On the security front, while it would have been wiser to sow doubt in Putin’s mind as his troops sit on the Ukrainian border, Obama has instead reassured him with repeated remarks that force is not a component of the American approach. Simes and Saunders ask, “Why provide Russia’s leaders a sense of impunity?”

Yet though the West is all but inviting a Russian invasion, all is not lost:

The military requirements of occupying a densely populated and partially hostile region — and possibly facing urban warfare — are the real deterrents. Since there is no clear border between eastern and western Ukraine, commanders may face a choice between a protracted war in the east alone and an effort to eliminate resistance by seizing all of the country. Polls show that Russian citizens grateful for Mr. Putin’s annexation of Crimea would feel differently about a bloody guerrilla conflict.

Accordingly, they argue, NATO should play off this concern:

Mr. Obama or an allied head of state should convey privately to Mr. Putin that NATO would have no alternative to considering immediate and substantial military assistance to Ukraine should Russia go further. This conversation should be private (no press release) and face-to-face, and it should make clear that NATO’s involvement will sharply increase the military costs of any Russian action. NATO generals should also prepare contingency plans to provide rapid and considerable aid to the Baltic states.

Of course, a confrontation like this would be seriously harmful to both parties.
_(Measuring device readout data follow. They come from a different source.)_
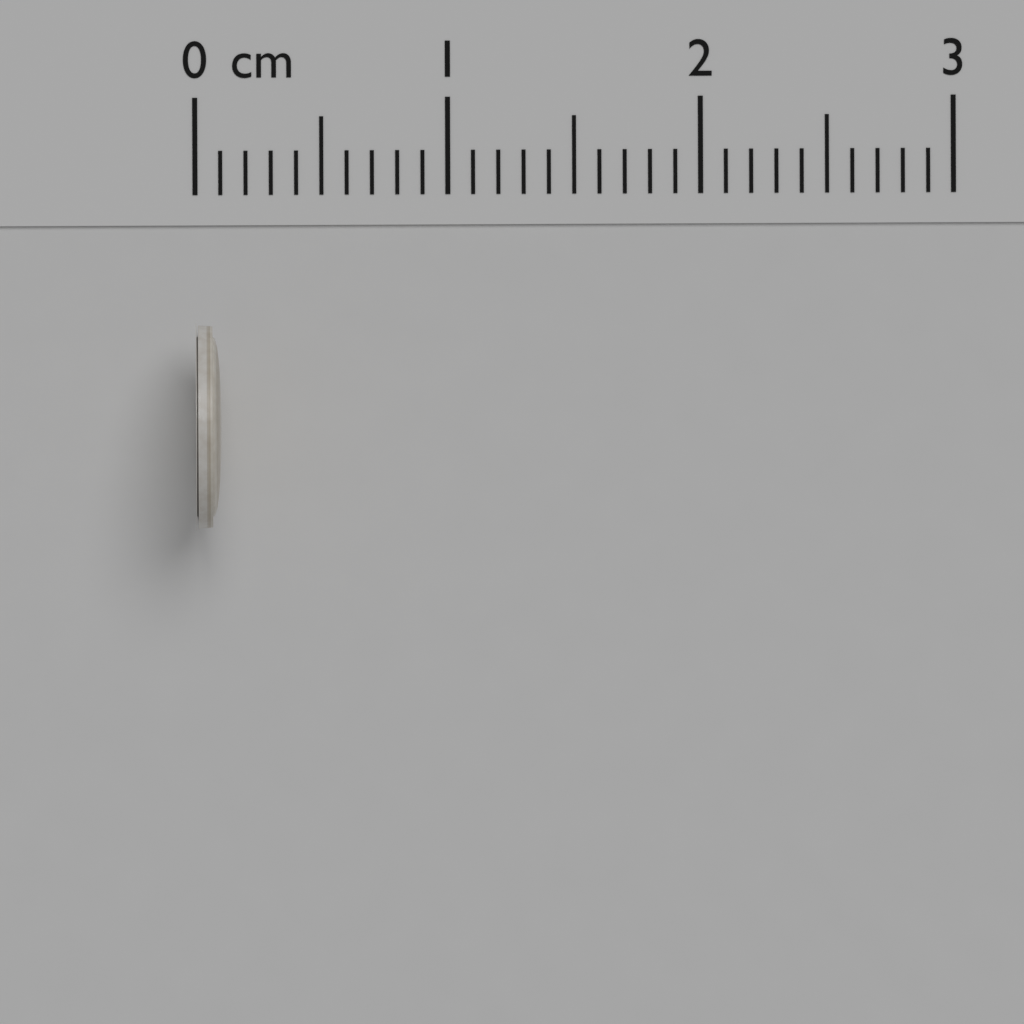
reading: 0.1 cm
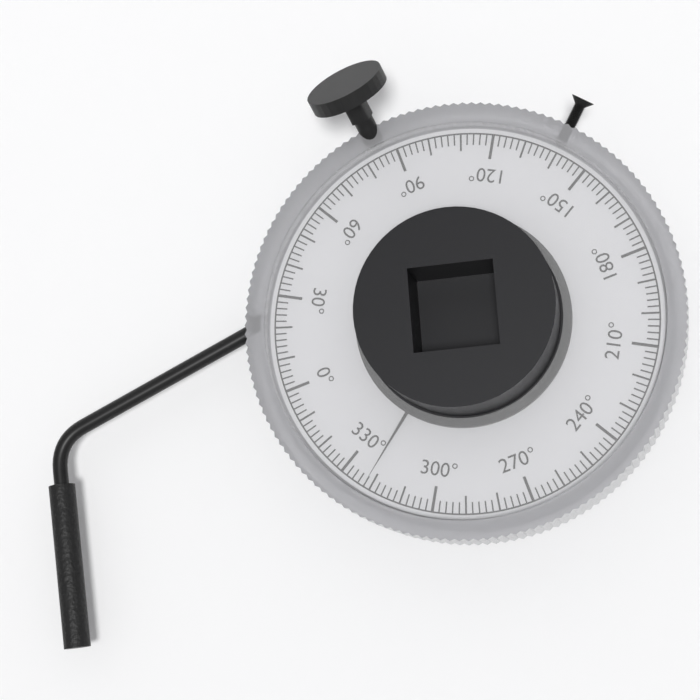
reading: 322 °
And so this threat must be used to support a negotiated settlement:

The United States and the EU should offer a positive alternative...Henry Kissinger and Zbigniew Brzezinski have outlined solutions, including some form of military neutrality for an independent Ukraine able to strengthen economic ties to Europe while maintaining ties to Russia.

The Obama administration would do well to pursue such a course.